Lifetimes are whitespace-sensitive

Why does Rust require lifetimes to be on one line? I was just trying to meme around with formatting somebody's code and noticed that lifetimes spanning multiple lines raise a syntax error. Is this necessary for Rust, and does it add any value to the language?

#![feature(non_ascii_idents)]
#![allow(non_snake_case, non_camel_case_types, uncommon_codepoints, bindings_with_variant_name, unused_mut, dead_code)]

#[derive(Debug)]
enum 
m͏ut
{
m͏ut
}

impl
m͏ut
{
    fn
m͏ut
    <'
m͏ut
    >(&
mut 
    self,
m͏ut
    : &'
m͏ut
mut 
m͏ut
    ) -> &'
m͏ut
mut 
m͏ut
    {
m͏ut
    }
}

fn main() {
    let
mut 
mu͏t
    : &
mut 
m͏ut
    = &
mut 
m͏ut
    ::
m͏ut
    ;
    println!("{:?}", &
mut 
mu͏t
    );
}

(Playground)

Errors:

   Compiling playground v0.0.1 (/playground)
error: unterminated character literal
  --> src/main.rs:16:6
   |
16 |     <'
   |      ^

error: aborting due to previous error

error: could not compile `playground`.

To learn more, run the command again with --verbose.
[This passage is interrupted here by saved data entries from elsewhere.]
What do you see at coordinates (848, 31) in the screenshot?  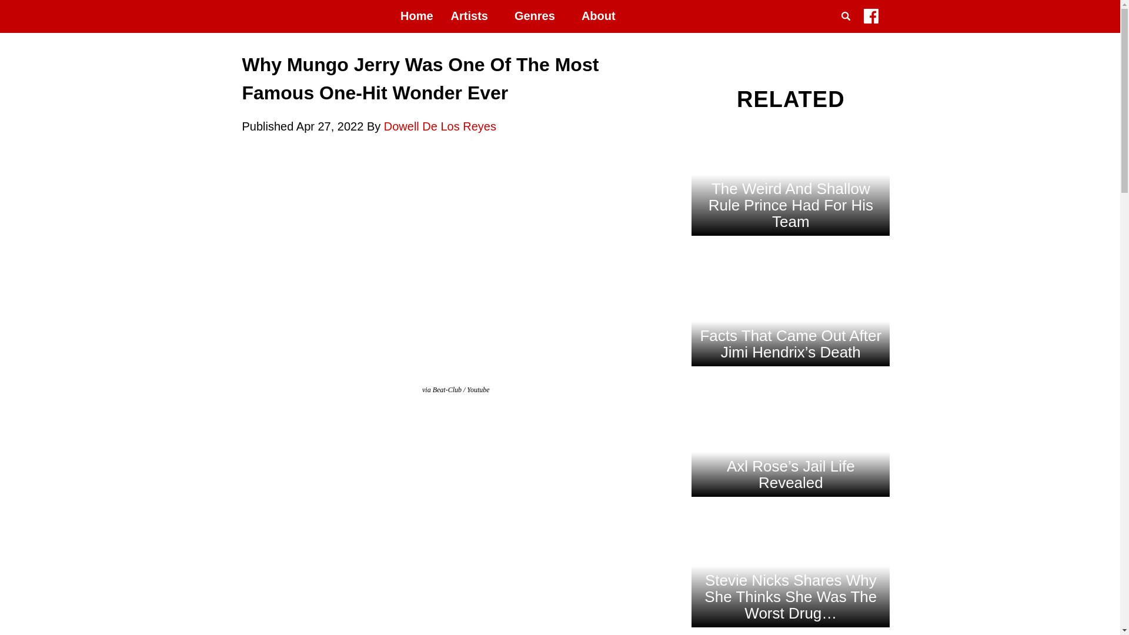 I see `Search` at bounding box center [848, 31].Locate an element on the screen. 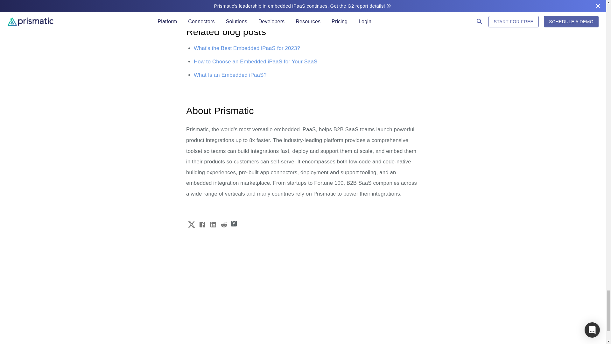 The height and width of the screenshot is (344, 611). Twitter is located at coordinates (191, 224). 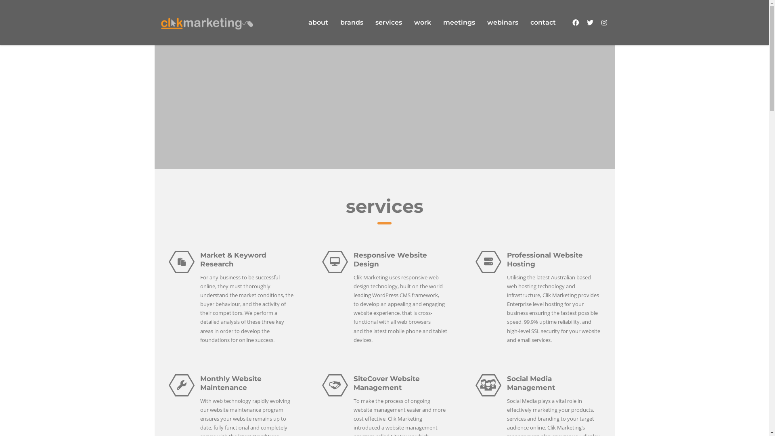 I want to click on services, so click(x=388, y=23). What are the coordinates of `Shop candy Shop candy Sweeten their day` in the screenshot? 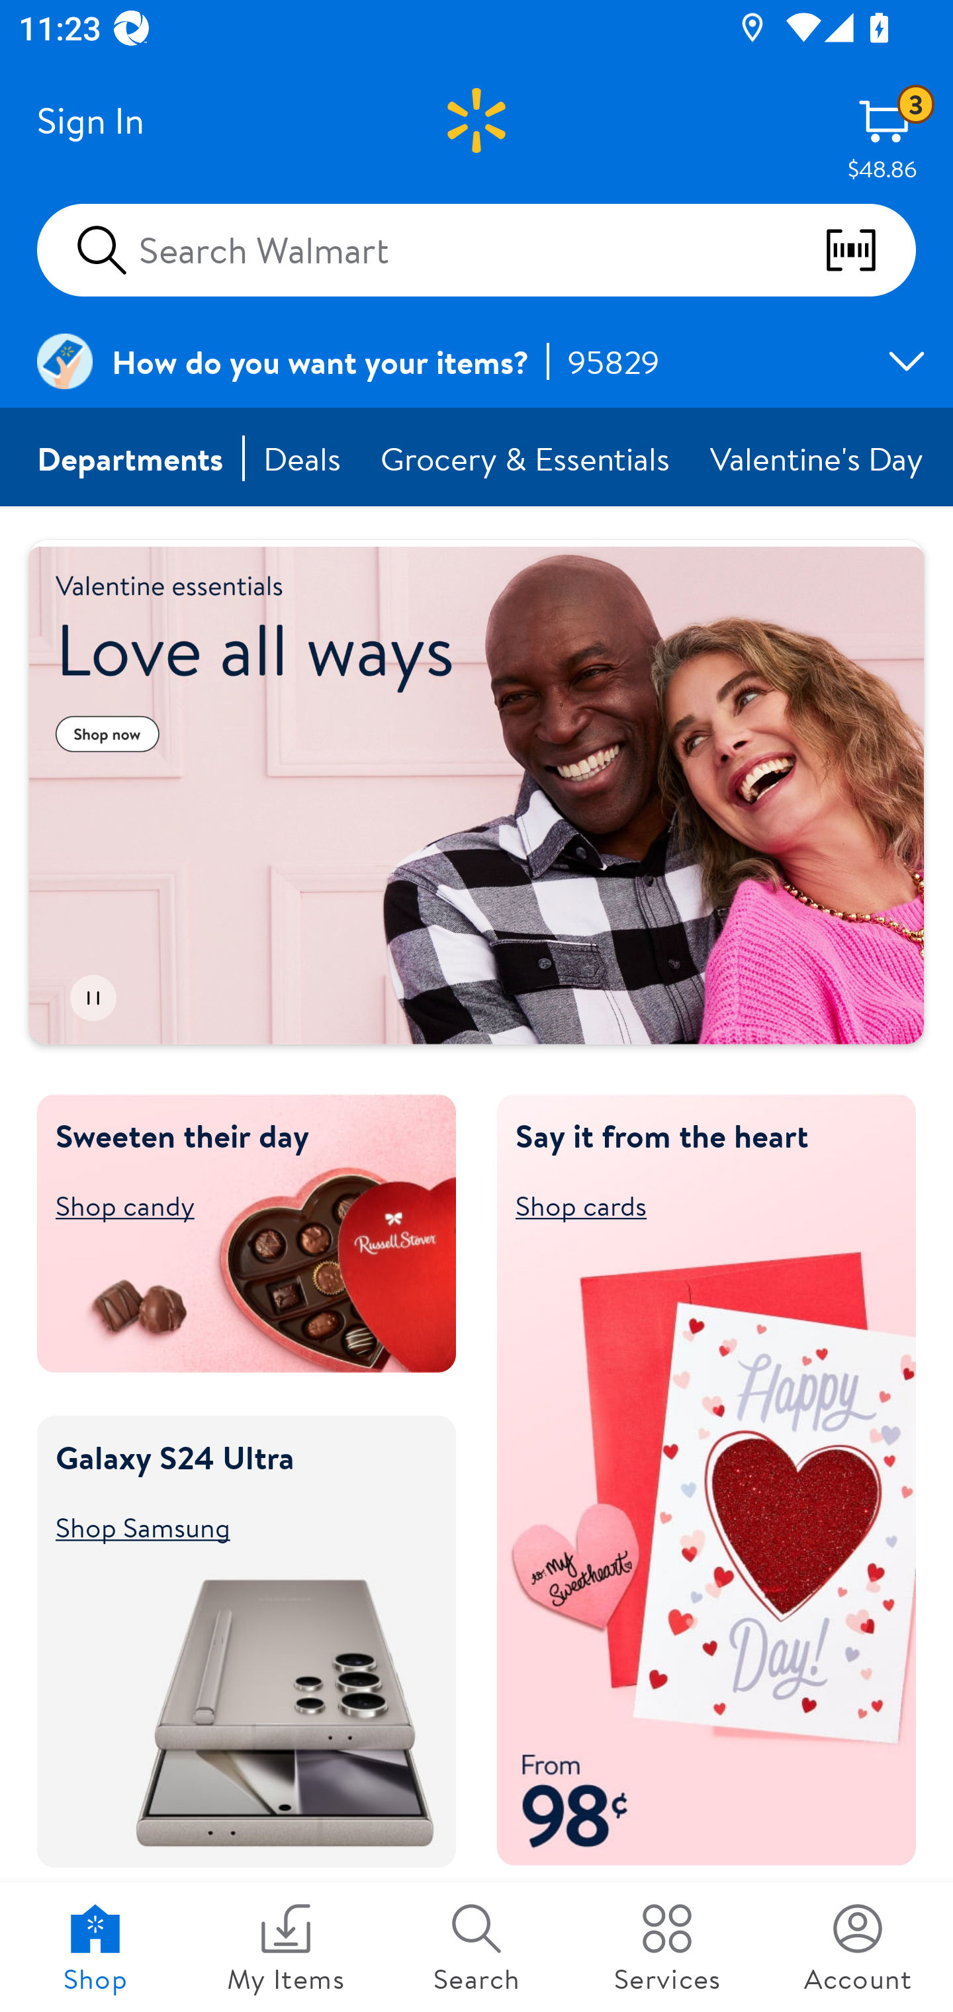 It's located at (234, 1204).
A lifetime like 'a is a single token, so this is due to how the lexer is defined.

Historically, I think this was influenced by the OCaml grammar where identifiers can contain single-quotes, so for example foo' is a valid variable name. (The Rust compiler was originally written in OCaml.)

I don't think there's any fundamental reason it had to be defined this way. As far as I can tell, allowing whitespace between the single-quote and the identifier would not have introduced any ambiguity to the Rust grammar. (Changing the definition of a token at this point might be backward-incompatible for macros, though.)

3 Likes

Yep, there's even a lifetime descriptor for macros to match on them directly.

playground

macro_rules! take_lifetime {
    ($lt: lifetime) => {};
}

take_lifetime!{'a}
1 Like

I think the succinct answer to the initial question is that lifetimes are special identifiers that start with '. In other words, in this case the ' is not a prefix operator. In Rust spaces are not permitted in the middle of any identifier.

1 Like

They once almost were, r#ident with space#.

I don't consider that to be a counter-example; raw strings (and thus raw-string idents) can contain virtually anything, including Unicode confusables.

(Just to clarify, raw identifiers in Rust are restricted to the same characters as normal identifiers. They cannot contain whitespace or Unicode confusables. The link above was to an alternative proposal that was never accepted.)